Jammu and Kashmir BJP chief Ravinder Raina has said the “culprits” who allegedly tortured three Muslim tribal Gujjar men to death in Jammu’s Poonch district last week would get “big punishment”, his party trying to make a fresh outreach to the beleaguered community seen crucial to their electoral success in the Union Territory.
The army is accused of killing the three men and critically injuring several others to avenge a militant ambush that killed four soldiers in the area. The killings are seen as a setback to BJP efforts to woo Gujjars.
Raina on Thursday visited Topa Mastandara village in Poonch to offer condolences to the victim families and broke down as he wiped their tears. Ironically, the government on Monday allegedly prevented former chief minister Mehbooba Mufti from visiting the village to offer her condolences.
On Wednesday, defence minister Rajnath Singh also visited adjoining Rajouri district where he sent a terse reminder to soldiers that their obligation “was not just to defend the nation but also to win the hearts of the people”.
“I have come here to offer condolences. A painful incident happened here when three people lost their lives and others were injured. The entire country stands with the people of this area,” Raina told reporters in the village.
“The culprits who did this wrong will be punished by the law. They will get a very big punishment because the country’s law is bigger than anybody else’s. Nobody is above the law in the country and those who took the law into their own hands, which caused loss in Topa Peer (Mastandara), anybody who did the wrong, wronged big time.”
The BJP leader said he had come to the village amidst their grief to offer condolences and assure them of justice.
The BJP-led government has been trying hard to woo the Gujjars as it seeks to achieve its goal of installing a Hindu chief minister in Jammu and Kashmir.
Though Gujjars have been supportive of some of the army’s actions, the BJP has largely failed so far in cultivating a significant vote-bank among the community, which forms around 8 per cent of Jammu and Kashmir’s population — third after Kashmiris and Dogras.
In the 2014 Assembly elections, Abdul Gani Kohli, a Gujjar, was the only Muslim among the BJP’s 25 winners in the polls, which earned him a ministerial berth.
Last year, the Centre nominated Gulam Ali, a Gujjar Muslim, to the Rajya Sabha, which according to the party was the first time that a person from the community in the region had been sent to the Upper House.
Jammu and Kashmir, however, recently faced massive anti-government protests by Gujjars against the Centre’s decision to include Paharis into the Scheduled Tribe community.
Gujjars believe that Paharis, who are the majority Muslims but also include a significant number of Hindus, will encroach on their rights. Many high caste Peers (among Muslims) and Brahmins and Rajputs (among Hindus) are members of the Pahari community — another group that is top on the BJP’s priority in Jammu and Kashmir.
Paharis are the first linguistic group in the country to make it to the ST list.
Gujjars had also fiercely opposed the 2019 scrapping of Jammu and Kashmir’s special status.
The community has been seething with anger against the 2020 alleged custodial death of three Poonch youths in Shopian.
Last month, the Armed Forces Tribunal suspended the life sentence of an army captain — that was awarded by a court martial — in the fake encounter, angering the community.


_YOUR OBJECTIVE:_ Whenever the string "border" turns up in a line below, that line should be copied.

(Dataset records on visual material)
+--
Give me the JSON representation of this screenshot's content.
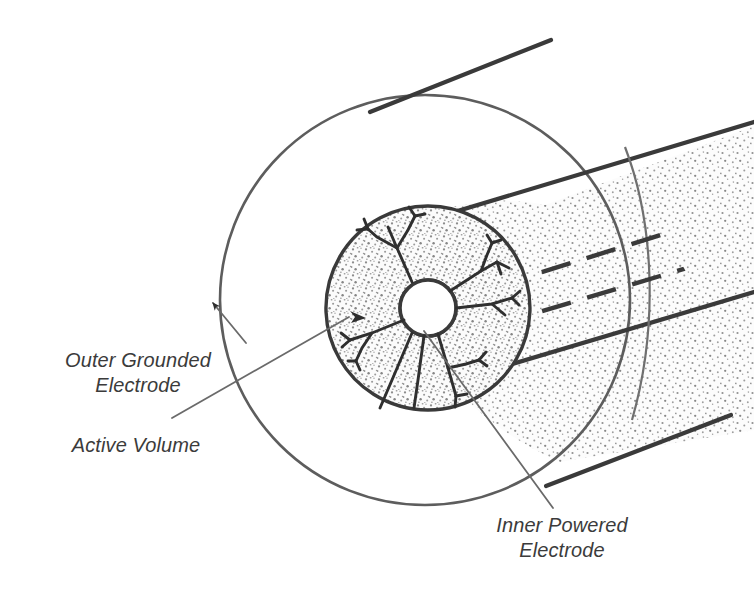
{
  "figure": {
    "background_color": "#ffffff",
    "ink_color": "#3b3b3b",
    "line_color_dark": "#3a3a3a",
    "line_color_light": "#7a7a7a",
    "stipple_color": "#8d8d8d",
    "stipple_fill": "#fbfbfb"
  },
  "labels": {
    "outer_electrode": "Outer Grounded\nElectrode",
    "active_volume": "Active Volume",
    "inner_electrode": "Inner Powered\nElectrode"
  },
  "geometry": {
    "outer_circle": {
      "cx": 425,
      "cy": 300,
      "r": 205
    },
    "stippled_disc": {
      "cx": 428,
      "cy": 308,
      "r": 102
    },
    "inner_circle": {
      "cx": 428,
      "cy": 308,
      "r": 28
    },
    "tube_axis_angle_deg": -21,
    "dashed_hidden_lines": 2,
    "streamer_branches": 6
  },
  "leaders": {
    "outer_electrode": {
      "from_x": 243,
      "from_y": 341,
      "to_x": 211,
      "to_y": 302,
      "arrow": true
    },
    "active_volume": {
      "from_x": 176,
      "from_y": 415,
      "to_x": 364,
      "to_y": 316,
      "arrow": true
    },
    "inner_electrode": {
      "from_x": 551,
      "from_y": 505,
      "to_x": 425,
      "to_y": 333,
      "arrow": false
    }
  }
}
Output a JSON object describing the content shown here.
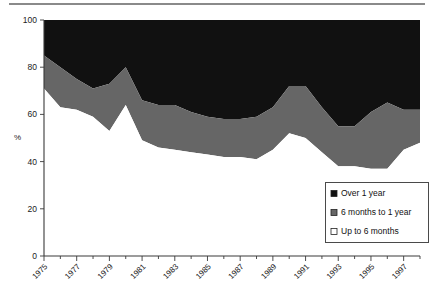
{
  "page": {
    "background_color": "#ffffff",
    "rule_color": "#8a8a8a"
  },
  "chart_data": {
    "type": "area",
    "stacked": true,
    "title": "",
    "subtitle": "",
    "xlabel": "",
    "ylabel": "%",
    "ylim": [
      0,
      100
    ],
    "xlim": [
      1975,
      1998
    ],
    "grid": false,
    "legend_position": "inside-bottom-right",
    "x": [
      1975,
      1976,
      1977,
      1978,
      1979,
      1980,
      1981,
      1982,
      1983,
      1984,
      1985,
      1986,
      1987,
      1988,
      1989,
      1990,
      1991,
      1992,
      1993,
      1994,
      1995,
      1996,
      1997,
      1998
    ],
    "tick_labels": [
      "1975",
      "1977",
      "1979",
      "1981",
      "1983",
      "1985",
      "1987",
      "1989",
      "1991",
      "1993",
      "1995",
      "1997"
    ],
    "ytick_labels": [
      "0",
      "20",
      "40",
      "60",
      "80",
      "100"
    ],
    "yticks": [
      0,
      20,
      40,
      60,
      80,
      100
    ],
    "series": [
      {
        "name": "Up to 6 months",
        "color": "#ffffff",
        "edge_color": "#000000",
        "values": [
          71,
          63,
          62,
          59,
          53,
          64,
          49,
          46,
          45,
          44,
          43,
          42,
          42,
          41,
          45,
          52,
          50,
          44,
          38,
          38,
          37,
          37,
          45,
          48
        ]
      },
      {
        "name": "6 months to 1 year",
        "color": "#666666",
        "edge_color": "#000000",
        "values": [
          14,
          17,
          13,
          12,
          20,
          16,
          17,
          18,
          19,
          17,
          16,
          16,
          16,
          18,
          18,
          20,
          22,
          19,
          17,
          17,
          24,
          28,
          17,
          14
        ]
      },
      {
        "name": "Over 1 year",
        "color": "#111111",
        "edge_color": "#000000",
        "values": [
          15,
          20,
          25,
          29,
          27,
          20,
          34,
          36,
          36,
          39,
          41,
          42,
          42,
          41,
          37,
          28,
          28,
          37,
          45,
          45,
          39,
          35,
          38,
          38
        ]
      }
    ],
    "cumulative_upper_band_1": [
      71,
      63,
      62,
      59,
      53,
      64,
      49,
      46,
      45,
      44,
      43,
      42,
      42,
      41,
      45,
      52,
      50,
      44,
      38,
      38,
      37,
      37,
      45,
      48
    ],
    "cumulative_upper_band_2": [
      85,
      80,
      75,
      71,
      73,
      80,
      66,
      64,
      64,
      61,
      59,
      58,
      58,
      59,
      63,
      72,
      72,
      63,
      55,
      55,
      61,
      65,
      62,
      62
    ]
  },
  "legend": {
    "items": [
      {
        "label": "Over 1 year",
        "swatch": "#111111"
      },
      {
        "label": "6 months to 1 year",
        "swatch": "#666666"
      },
      {
        "label": "Up to 6 months",
        "swatch": "#ffffff"
      }
    ]
  }
}
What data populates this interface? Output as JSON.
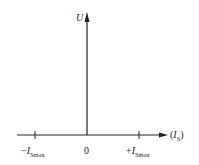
{
  "diagram": {
    "type": "characteristic-plot",
    "y_axis": {
      "label": "U"
    },
    "x_axis": {
      "label_prefix": "(",
      "label_main": "I",
      "label_sub": "S",
      "label_suffix": ")"
    },
    "ticks": [
      {
        "sign": "−",
        "main": "I",
        "sub": "Smax"
      },
      {
        "value": "0"
      },
      {
        "sign": "+",
        "main": "I",
        "sub": "Smax"
      }
    ],
    "line_color": "#222222"
  }
}
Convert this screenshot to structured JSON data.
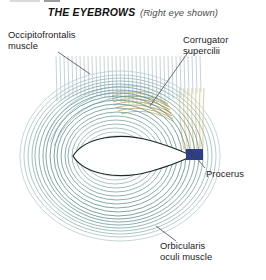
{
  "figure": {
    "title_main": "THE EYEBROWS",
    "title_sub": "(Right eye shown)",
    "view_note": "Right eye shown",
    "labels": {
      "occipitofrontalis": "Occipitofrontalis\nmuscle",
      "occipitofrontalis_line1": "Occipitofrontalis",
      "occipitofrontalis_line2": "muscle",
      "corrugator_line1": "Corrugator",
      "corrugator_line2": "supercilii",
      "procerus": "Procerus",
      "orbicularis_line1": "Orbicularis",
      "orbicularis_line2": "oculi muscle"
    },
    "structures": [
      {
        "name": "Occipitofrontalis muscle",
        "icon": "vertical-fiber-bundle",
        "color": "#a8bcc6",
        "description": "Vertical striated fibers across the superior brow"
      },
      {
        "name": "Corrugator supercilii",
        "icon": "oblique-arc-band",
        "color": "#c9b46a",
        "description": "Tan oblique arc beneath the medial brow"
      },
      {
        "name": "Procerus",
        "icon": "navy-insertion-block",
        "color": "#2e3f86",
        "description": "Medial insertion block with pale cream descending fibers"
      },
      {
        "name": "Orbicularis oculi muscle",
        "icon": "concentric-ring-sphincter",
        "color": "#6d9494",
        "description": "Concentric elliptical rings encircling the palpebral fissure"
      }
    ],
    "palette": {
      "ring_dark": "#4d7a7a",
      "ring_mid": "#7ba0a0",
      "ring_light": "#aac4c4",
      "fiber_blue": "#9db4c2",
      "corrugator_tan": "#c4ae68",
      "procerus_cream": "#ece4bc",
      "procerus_block": "#2e3f86",
      "eye_outline": "#1f2a2a",
      "eye_fill": "#ffffff",
      "leader": "#3a3a3a",
      "text": "#1c1c1c",
      "subtitle": "#4d4d4d"
    },
    "eye_opening": {
      "shape": "almond",
      "fill": "#ffffff",
      "medial_canthus_x": 190,
      "lateral_canthus_x": 73,
      "center_y": 155
    }
  }
}
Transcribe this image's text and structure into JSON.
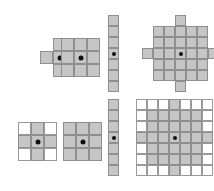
{
  "figure": {
    "background_color": "#ffffff",
    "fill_color": "#c6c6c6",
    "line_color": "#8f8f8f",
    "empty_color": "#ffffff",
    "origin_color": "#111111",
    "origin_label": "origin"
  },
  "shapes": [
    {
      "name": "cross-unbounded",
      "label": "cross",
      "bounded": false,
      "rows": 3,
      "cols": 3,
      "cell_px": 13,
      "x": 40,
      "y": 38,
      "origin_row": 1,
      "origin_col": 1,
      "mask": [
        [
          0,
          1,
          0
        ],
        [
          1,
          1,
          1
        ],
        [
          0,
          1,
          0
        ]
      ]
    },
    {
      "name": "square-unbounded",
      "label": "square",
      "bounded": false,
      "rows": 3,
      "cols": 3,
      "cell_px": 13,
      "x": 61,
      "y": 38,
      "origin_row": 1,
      "origin_col": 1,
      "mask": [
        [
          1,
          1,
          1
        ],
        [
          1,
          1,
          1
        ],
        [
          1,
          1,
          1
        ]
      ]
    },
    {
      "name": "vertical-line-unbounded",
      "label": "vertical line",
      "bounded": false,
      "rows": 7,
      "cols": 1,
      "cell_px": 11,
      "x": 108,
      "y": 15,
      "origin_row": 3,
      "origin_col": 0,
      "mask": [
        [
          1
        ],
        [
          1
        ],
        [
          1
        ],
        [
          1
        ],
        [
          1
        ],
        [
          1
        ],
        [
          1
        ]
      ]
    },
    {
      "name": "disk-unbounded",
      "label": "disk",
      "bounded": false,
      "rows": 7,
      "cols": 7,
      "cell_px": 11,
      "x": 142,
      "y": 15,
      "origin_row": 3,
      "origin_col": 3,
      "mask": [
        [
          0,
          0,
          0,
          1,
          0,
          0,
          0
        ],
        [
          0,
          1,
          1,
          1,
          1,
          1,
          0
        ],
        [
          0,
          1,
          1,
          1,
          1,
          1,
          0
        ],
        [
          1,
          1,
          1,
          1,
          1,
          1,
          1
        ],
        [
          0,
          1,
          1,
          1,
          1,
          1,
          0
        ],
        [
          0,
          1,
          1,
          1,
          1,
          1,
          0
        ],
        [
          0,
          0,
          0,
          1,
          0,
          0,
          0
        ]
      ]
    },
    {
      "name": "cross-bounded",
      "label": "cross in bounding box",
      "bounded": true,
      "rows": 3,
      "cols": 3,
      "cell_px": 13,
      "x": 18,
      "y": 122,
      "origin_row": 1,
      "origin_col": 1,
      "mask": [
        [
          0,
          1,
          0
        ],
        [
          1,
          1,
          1
        ],
        [
          0,
          1,
          0
        ]
      ]
    },
    {
      "name": "square-bounded",
      "label": "square in bounding box",
      "bounded": true,
      "rows": 3,
      "cols": 3,
      "cell_px": 13,
      "x": 63,
      "y": 122,
      "origin_row": 1,
      "origin_col": 1,
      "mask": [
        [
          1,
          1,
          1
        ],
        [
          1,
          1,
          1
        ],
        [
          1,
          1,
          1
        ]
      ]
    },
    {
      "name": "vertical-line-bounded",
      "label": "vertical line in bounding box",
      "bounded": true,
      "rows": 7,
      "cols": 1,
      "cell_px": 11,
      "x": 108,
      "y": 99,
      "origin_row": 3,
      "origin_col": 0,
      "mask": [
        [
          1
        ],
        [
          1
        ],
        [
          1
        ],
        [
          1
        ],
        [
          1
        ],
        [
          1
        ],
        [
          1
        ]
      ]
    },
    {
      "name": "disk-bounded",
      "label": "disk in bounding box",
      "bounded": true,
      "rows": 7,
      "cols": 7,
      "cell_px": 11,
      "x": 136,
      "y": 99,
      "origin_row": 3,
      "origin_col": 3,
      "mask": [
        [
          0,
          0,
          0,
          1,
          0,
          0,
          0
        ],
        [
          0,
          1,
          1,
          1,
          1,
          1,
          0
        ],
        [
          0,
          1,
          1,
          1,
          1,
          1,
          0
        ],
        [
          1,
          1,
          1,
          1,
          1,
          1,
          1
        ],
        [
          0,
          1,
          1,
          1,
          1,
          1,
          0
        ],
        [
          0,
          1,
          1,
          1,
          1,
          1,
          0
        ],
        [
          0,
          0,
          0,
          1,
          0,
          0,
          0
        ]
      ]
    }
  ]
}
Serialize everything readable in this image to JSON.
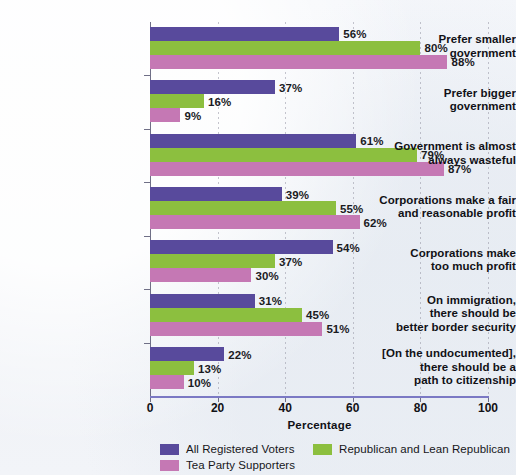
{
  "chart_data": {
    "type": "bar",
    "orientation": "horizontal",
    "title": "",
    "xlabel": "Percentage",
    "ylabel": "",
    "xlim": [
      0,
      100
    ],
    "xticks": [
      "0",
      "20",
      "40",
      "60",
      "80",
      "100"
    ],
    "grid": "vertical-dotted",
    "legend_position": "bottom",
    "categories": [
      "Prefer smaller government",
      "Prefer bigger government",
      "Government is almost always wasteful",
      "Corporations make a fair and reasonable profit",
      "Corporations make too much profit",
      "On immigration, there should be better border security",
      "[On the undocumented], there should be a path to citizenship"
    ],
    "category_lines": [
      [
        "Prefer smaller",
        "government"
      ],
      [
        "Prefer bigger",
        "government"
      ],
      [
        "Government is almost",
        "always wasteful"
      ],
      [
        "Corporations make a fair",
        "and reasonable profit"
      ],
      [
        "Corporations make",
        "too much profit"
      ],
      [
        "On immigration,",
        "there should be",
        "better border security"
      ],
      [
        "[On the undocumented],",
        "there should be a",
        "path to citizenship"
      ]
    ],
    "series": [
      {
        "name": "All Registered Voters",
        "color": "#584a9c",
        "values": [
          56,
          37,
          61,
          39,
          54,
          31,
          22
        ],
        "labels": [
          "56%",
          "37%",
          "61%",
          "39%",
          "54%",
          "31%",
          "22%"
        ]
      },
      {
        "name": "Republican and Lean Republican",
        "color": "#8cbf3f",
        "values": [
          80,
          16,
          79,
          55,
          37,
          45,
          13
        ],
        "labels": [
          "80%",
          "16%",
          "79%",
          "55%",
          "37%",
          "45%",
          "13%"
        ]
      },
      {
        "name": "Tea Party Supporters",
        "color": "#c578b4",
        "values": [
          88,
          9,
          87,
          62,
          30,
          51,
          10
        ],
        "labels": [
          "88%",
          "9%",
          "87%",
          "62%",
          "30%",
          "51%",
          "10%"
        ]
      }
    ]
  }
}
+--
_RESPONSE BELOW:_
      "On immigration, there should be better border security",
        "better border security"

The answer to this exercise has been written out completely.